An excerpt from a teaching by Jetsunma Ahkon Lhamo called Turning Adversity Into Felicity
How many times have we seen people expect love, kindness, support, financial prosperity, happiness to be their birthright, to be just given to them, that the world owes them a living? You should give this to me. Well, but you should, really! You should, you know. You should give this to me. That’s how we think. Hopefully, as practitioners with some maturity, we can come to understand that what we are growing here is like a garden. According to the seeds that we plant, according to the way that we cultivate our garden, so, too, will be our lives. That will be the fruit that comes up in our garden.
While we live, while we are engaged in Dharma practice, this is not the time to put on blindfolds and pretend that there are no causes and effects, to think that sort of a blissful kind of nonsensical, magical thinking is in order. We shouldn’t mistake the Guru for a magician. There’s a difference. We shouldn’t think that the Lama is simply an idea, a magic formula. If you smile and are nice to the Guru and make prayers, then you will be happy. No, that’s not the formula that you were taught in Dharma class. That’s the one that you made up. Try to see the difference. In Dharma, you are taught by the Lama that the ball is in your court, that you must create the conditions by which your suffering will end, that literally no one else can do that for you. Even if the Lama were to stay by your side and walk with you, hold your hand, spoon feed you, constantly hold arms around you and make sure you’re warm and help you across the intersection so you don’t get hit by a bus, or whatever—even if that were possible—still it would not be possible for your suffering to be terminated by such a ridiculous relationship. That isn’t how it works.
We are taught in our Dharma teaching that the ball is in our court, that we and only we can create the causes and circumstances necessary for happiness. Method is necessary here. Intelligence is necessary here. Clearsightedness is necessary here. Honesty is necessary here. What is not necessary here is idiot thinking, magical thinking, Peter Pan thinking, stupid thinking. That’s what’s not needed.
Of course, the first thing we do when our magical thinking doesn’t work out is we blame the Lama. Isn’t that great? It’s wonderful to have a religion because you can always blame somebody, but actually in Buddhism that’s not allowed either. You can’t do that because if you do that, then you give your power away. What have you got? If the fault is outside of you, then the cure is outside of you, and you’re in tough shape.
So in our faith and our religion we take responsibility. We try to understand that cause and effect arise together. How do we create the perfect causes by which to bring about happiness? Well, slowly, slowly, a bit at a time, as we learn. It’s a growing thing, and the first thing we have to have is confidence and the second thing is patience, and I’m not even sure if they’re separable. They have to come together. It takes time to create causes. It takes time and it takes growth, and like anything that begins as a little seedling and ends up as a beautiful, blossoming tree, it’s not only the ultimate result of the blossoming tree that is a joy; every step along the way is also a joy. It’s a becoming and growing experience.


▶ _Your task_
If an entry holds an image, leave that image out and transcribe everything else exactly.
╔══
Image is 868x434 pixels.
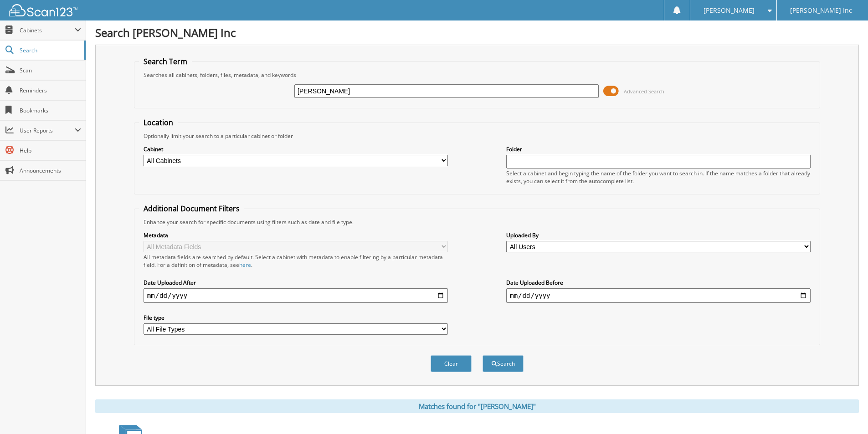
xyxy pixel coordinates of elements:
[139,71,815,79] div: Searches all cabinets, folders, files, metadata, and keywords
[9,4,77,16] img: scan123-logo-white.svg
[20,107,81,114] span: Bookmarks
[20,147,81,154] span: Help
[239,261,251,269] a: here
[703,8,755,13] span: [PERSON_NAME]
[95,399,858,413] div: Matches found for "[PERSON_NAME]"
[95,25,858,40] h1: Search [PERSON_NAME] Inc
[20,86,81,94] span: Reminders
[790,8,852,13] span: [PERSON_NAME] Inc
[143,288,448,303] input: start
[20,46,80,54] span: Search
[143,231,448,239] label: Metadata
[139,132,815,140] div: Optionally limit your search to a particular cabinet or folder
[430,355,472,372] button: Clear
[506,288,810,303] input: end
[143,145,448,153] label: Cabinet
[139,56,192,67] legend: Search Term
[20,127,74,134] span: User Reports
[139,203,244,214] legend: Additional Document Filters
[506,145,810,153] label: Folder
[139,218,815,226] div: Enhance your search for specific documents using filters such as date and file type.
[20,26,74,34] span: Cabinets
[624,88,664,95] span: Advanced Search
[482,355,523,372] button: Search
[143,253,448,269] div: All metadata fields are searched by default. Select a cabinet with metadata to enable filtering b...
[143,313,448,321] label: File type
[20,167,81,174] span: Announcements
[506,278,810,286] label: Date Uploaded Before
[143,278,448,286] label: Date Uploaded After
[20,67,81,74] span: Scan
[506,231,810,239] label: Uploaded By
[139,117,178,127] legend: Location
[506,169,810,185] div: Select a cabinet and begin typing the name of the folder you want to search in. If the name match...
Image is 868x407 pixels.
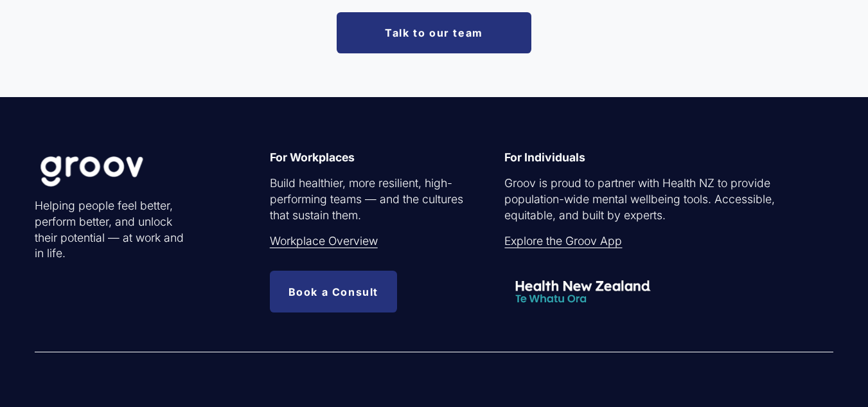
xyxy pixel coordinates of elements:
[35,198,196,262] p: Helping people feel better, perform better, and unlock their potential — at work and in life.
[337,12,531,53] a: Talk to our team
[270,151,355,164] strong: For Workplaces
[504,234,622,250] a: Explore the Groov App
[504,151,586,164] strong: For Individuals
[504,176,800,223] p: Groov is proud to partner with Health NZ to provide population-wide mental wellbeing tools. Acces...
[270,234,378,250] a: Workplace Overview
[270,176,464,223] p: Build healthier, more resilient, high-performing teams — and the cultures that sustain them.
[270,271,397,312] a: Book a Consult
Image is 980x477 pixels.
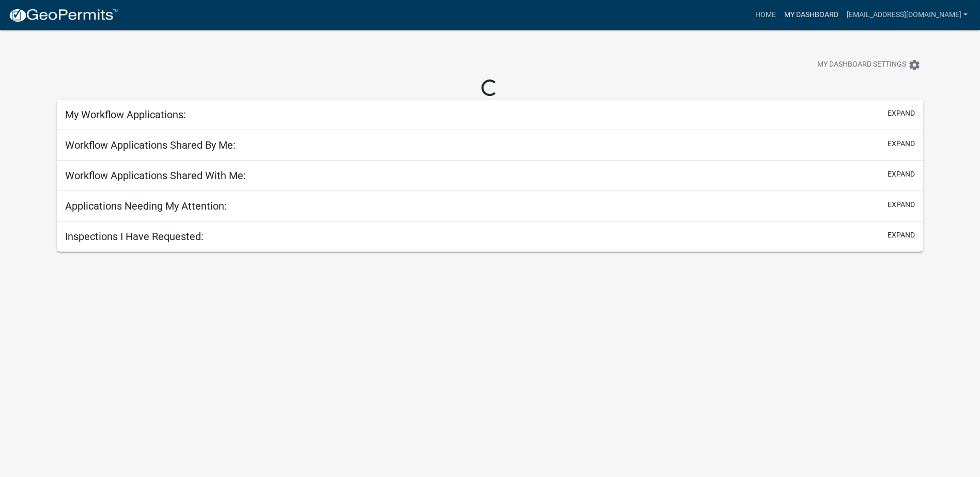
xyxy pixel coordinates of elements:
[817,59,906,71] span: My Dashboard Settings
[888,138,915,149] button: expand
[843,5,972,25] a: [EMAIL_ADDRESS][DOMAIN_NAME]
[888,169,915,180] button: expand
[65,169,246,182] h5: Workflow Applications Shared With Me:
[888,229,915,241] button: expand
[908,59,920,71] i: settings
[65,230,203,243] h5: Inspections I Have Requested:
[751,5,780,25] a: Home
[888,108,915,118] button: expand
[65,108,186,121] h5: My Workflow Applications:
[65,200,227,212] h5: Applications Needing My Attention:
[65,139,236,151] h5: Workflow Applications Shared By Me:
[809,55,928,75] button: My Dashboard Settingssettings
[780,5,843,25] a: My Dashboard
[888,199,915,210] button: expand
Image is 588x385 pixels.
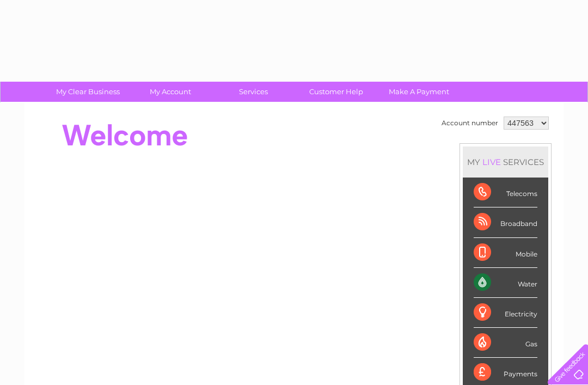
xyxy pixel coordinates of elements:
[473,268,538,298] div: Water
[473,328,538,358] div: Gas
[126,82,215,102] a: My Account
[473,298,538,328] div: Electricity
[439,114,501,132] td: Account number
[473,208,538,237] div: Broadband
[480,157,503,167] div: LIVE
[473,238,538,268] div: Mobile
[208,82,299,102] a: Services
[374,82,464,102] a: Make A Payment
[43,82,133,102] a: My Clear Business
[473,177,538,208] div: Telecoms
[291,82,381,102] a: Customer Help
[463,147,548,177] div: MY SERVICES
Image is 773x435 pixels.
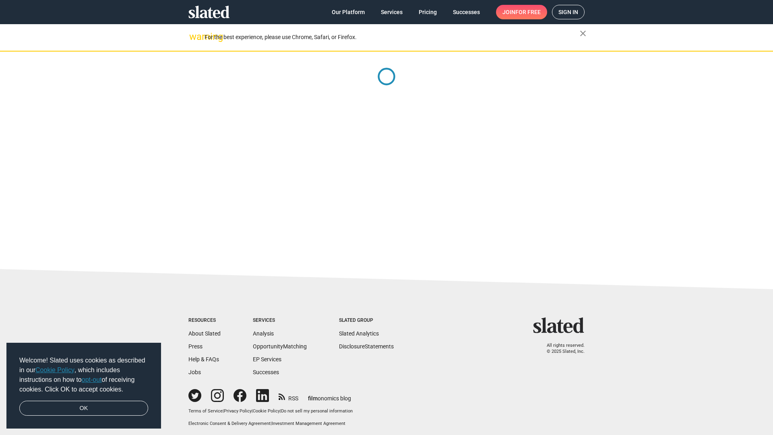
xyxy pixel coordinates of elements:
[270,421,272,426] span: |
[339,330,379,336] a: Slated Analytics
[308,388,351,402] a: filmonomics blog
[189,32,199,41] mat-icon: warning
[223,408,224,413] span: |
[272,421,345,426] a: Investment Management Agreement
[6,342,161,429] div: cookieconsent
[188,421,270,426] a: Electronic Consent & Delivery Agreement
[204,32,579,43] div: For the best experience, please use Chrome, Safari, or Firefox.
[515,5,540,19] span: for free
[496,5,547,19] a: Joinfor free
[374,5,409,19] a: Services
[552,5,584,19] a: Sign in
[253,356,281,362] a: EP Services
[188,356,219,362] a: Help & FAQs
[82,376,102,383] a: opt-out
[253,408,280,413] a: Cookie Policy
[325,5,371,19] a: Our Platform
[502,5,540,19] span: Join
[381,5,402,19] span: Services
[446,5,486,19] a: Successes
[453,5,480,19] span: Successes
[339,317,394,324] div: Slated Group
[339,343,394,349] a: DisclosureStatements
[35,366,74,373] a: Cookie Policy
[278,390,298,402] a: RSS
[188,330,221,336] a: About Slated
[188,343,202,349] a: Press
[188,408,223,413] a: Terms of Service
[188,369,201,375] a: Jobs
[538,342,584,354] p: All rights reserved. © 2025 Slated, Inc.
[224,408,252,413] a: Privacy Policy
[308,395,318,401] span: film
[253,317,307,324] div: Services
[188,317,221,324] div: Resources
[419,5,437,19] span: Pricing
[281,408,353,414] button: Do not sell my personal information
[19,400,148,416] a: dismiss cookie message
[280,408,281,413] span: |
[19,355,148,394] span: Welcome! Slated uses cookies as described in our , which includes instructions on how to of recei...
[578,29,588,38] mat-icon: close
[253,330,274,336] a: Analysis
[412,5,443,19] a: Pricing
[252,408,253,413] span: |
[332,5,365,19] span: Our Platform
[253,369,279,375] a: Successes
[558,5,578,19] span: Sign in
[253,343,307,349] a: OpportunityMatching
╚══
▶ _Answer to the exercise_
Image is 868x434 pixels.
xyxy pixel coordinates of elements:
[139,71,815,79] div: Searches all cabinets, folders, files, metadata, and keywords
[9,4,77,16] img: scan123-logo-white.svg
[20,107,81,114] span: Bookmarks
[20,147,81,154] span: Help
[239,261,251,269] a: here
[703,8,755,13] span: [PERSON_NAME]
[95,399,858,413] div: Matches found for "[PERSON_NAME]"
[95,25,858,40] h1: Search [PERSON_NAME] Inc
[20,86,81,94] span: Reminders
[790,8,852,13] span: [PERSON_NAME] Inc
[143,288,448,303] input: start
[20,46,80,54] span: Search
[143,231,448,239] label: Metadata
[139,132,815,140] div: Optionally limit your search to a particular cabinet or folder
[430,355,472,372] button: Clear
[506,288,810,303] input: end
[143,145,448,153] label: Cabinet
[139,56,192,67] legend: Search Term
[20,127,74,134] span: User Reports
[139,203,244,214] legend: Additional Document Filters
[506,145,810,153] label: Folder
[139,218,815,226] div: Enhance your search for specific documents using filters such as date and file type.
[20,26,74,34] span: Cabinets
[624,88,664,95] span: Advanced Search
[482,355,523,372] button: Search
[143,253,448,269] div: All metadata fields are searched by default. Select a cabinet with metadata to enable filtering b...
[143,313,448,321] label: File type
[20,167,81,174] span: Announcements
[506,278,810,286] label: Date Uploaded Before
[143,278,448,286] label: Date Uploaded After
[20,67,81,74] span: Scan
[506,231,810,239] label: Uploaded By
[139,117,178,127] legend: Location
[506,169,810,185] div: Select a cabinet and begin typing the name of the folder you want to search in. If the name match...
Image is 868x407 pixels.
xyxy pixel coordinates of elements:
[35,198,196,262] p: Helping people feel better, perform better, and unlock their potential — at work and in life.
[337,12,531,53] a: Talk to our team
[270,151,355,164] strong: For Workplaces
[504,234,622,250] a: Explore the Groov App
[504,151,586,164] strong: For Individuals
[504,176,800,223] p: Groov is proud to partner with Health NZ to provide population-wide mental wellbeing tools. Acces...
[270,234,378,250] a: Workplace Overview
[270,176,464,223] p: Build healthier, more resilient, high-performing teams — and the cultures that sustain them.
[270,271,397,312] a: Book a Consult
Image is 980x477 pixels.
xyxy pixel coordinates of elements:
[817,59,906,71] span: My Dashboard Settings
[888,138,915,149] button: expand
[843,5,972,25] a: [EMAIL_ADDRESS][DOMAIN_NAME]
[888,169,915,180] button: expand
[65,169,246,182] h5: Workflow Applications Shared With Me:
[888,229,915,241] button: expand
[908,59,920,71] i: settings
[65,230,203,243] h5: Inspections I Have Requested:
[751,5,780,25] a: Home
[888,108,915,118] button: expand
[65,108,186,121] h5: My Workflow Applications:
[65,200,227,212] h5: Applications Needing My Attention:
[65,139,236,151] h5: Workflow Applications Shared By Me:
[809,55,928,75] button: My Dashboard Settingssettings
[780,5,843,25] a: My Dashboard
[888,199,915,210] button: expand
Image is 588x385 pixels.
xyxy pixel coordinates of elements:
[473,268,538,298] div: Water
[473,328,538,358] div: Gas
[126,82,215,102] a: My Account
[473,298,538,328] div: Electricity
[439,114,501,132] td: Account number
[473,208,538,237] div: Broadband
[480,157,503,167] div: LIVE
[473,238,538,268] div: Mobile
[208,82,299,102] a: Services
[374,82,464,102] a: Make A Payment
[43,82,133,102] a: My Clear Business
[473,177,538,208] div: Telecoms
[291,82,381,102] a: Customer Help
[463,147,548,177] div: MY SERVICES
Image is 773x435 pixels.
xyxy pixel coordinates of elements:
[270,421,272,426] span: |
[339,330,379,336] a: Slated Analytics
[308,388,351,402] a: filmonomics blog
[189,32,199,41] mat-icon: warning
[223,408,224,413] span: |
[272,421,345,426] a: Investment Management Agreement
[6,342,161,429] div: cookieconsent
[188,421,270,426] a: Electronic Consent & Delivery Agreement
[204,32,579,43] div: For the best experience, please use Chrome, Safari, or Firefox.
[515,5,540,19] span: for free
[496,5,547,19] a: Joinfor free
[374,5,409,19] a: Services
[552,5,584,19] a: Sign in
[253,356,281,362] a: EP Services
[188,356,219,362] a: Help & FAQs
[82,376,102,383] a: opt-out
[253,408,280,413] a: Cookie Policy
[325,5,371,19] a: Our Platform
[502,5,540,19] span: Join
[381,5,402,19] span: Services
[446,5,486,19] a: Successes
[453,5,480,19] span: Successes
[339,317,394,324] div: Slated Group
[339,343,394,349] a: DisclosureStatements
[35,366,74,373] a: Cookie Policy
[278,390,298,402] a: RSS
[188,330,221,336] a: About Slated
[188,343,202,349] a: Press
[188,408,223,413] a: Terms of Service
[188,369,201,375] a: Jobs
[538,342,584,354] p: All rights reserved. © 2025 Slated, Inc.
[224,408,252,413] a: Privacy Policy
[308,395,318,401] span: film
[253,317,307,324] div: Services
[188,317,221,324] div: Resources
[419,5,437,19] span: Pricing
[281,408,353,414] button: Do not sell my personal information
[19,400,148,416] a: dismiss cookie message
[280,408,281,413] span: |
[19,355,148,394] span: Welcome! Slated uses cookies as described in our , which includes instructions on how to of recei...
[578,29,588,38] mat-icon: close
[253,330,274,336] a: Analysis
[412,5,443,19] a: Pricing
[252,408,253,413] span: |
[332,5,365,19] span: Our Platform
[253,369,279,375] a: Successes
[558,5,578,19] span: Sign in
[253,343,307,349] a: OpportunityMatching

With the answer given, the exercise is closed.